In China we do not expend as much energy as Americans and Europeans
in trying to make other people good. We try to be good ourselves
and believe that our good example, like a pure fragrance, will influence
others to be likewise. We think practice is as good as precept,
and, if I may say so without being supposed to be critical of a race
different from my own, the thought has sometimes suggested itself to me
that Americans are so intent on doing good to others,
and on making others good, that they accomplish less than they would
if their actions and intentions were less direct and obvious.
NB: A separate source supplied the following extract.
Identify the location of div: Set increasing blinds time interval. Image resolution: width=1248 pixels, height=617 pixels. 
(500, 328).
I cannot here explain all I mean, but if my readers will study what
Li Yu and Chuang Tsz have to say about "Spontaneity" and "Not Interfering",
I think they will understand my thought. The theater, as I have already said,
was in several countries religious in its origin; why not use it
to elevate people indirectly? The ultimate effect, because more natural,
might be better and truer than more direct persuasion. Pulpit appeals,
I am given to understand, are sometimes very personal.
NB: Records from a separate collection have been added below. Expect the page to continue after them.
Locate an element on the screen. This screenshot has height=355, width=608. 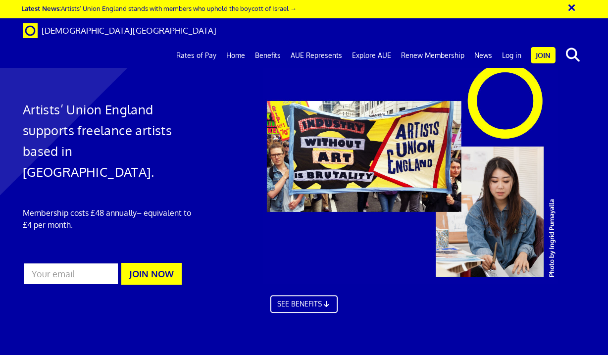
a: Rates of Pay is located at coordinates (196, 55).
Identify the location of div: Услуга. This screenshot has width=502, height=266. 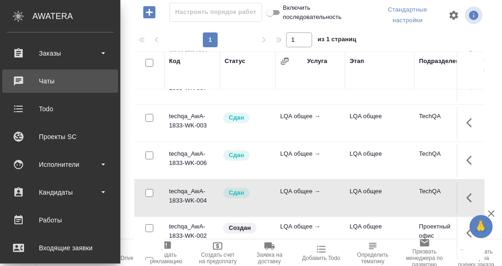
(317, 61).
Since writing the above I have seen a newspaper notice of
a dramatic performance in the Ethical Church, Queen's Road, Bayswater, London.
The Ethical Church believes "in everything that makes life sweet and human"
and the management state that they believe -- "the best trend
of dramatic opinion to-day points not only to the transformation of theaters
into centers of social enlightenment and moral elevation,
but also to the transformation of the churches into centers
for the imaginative presentation, by means of all the arts combined,
of the deeper truths and meanings of life.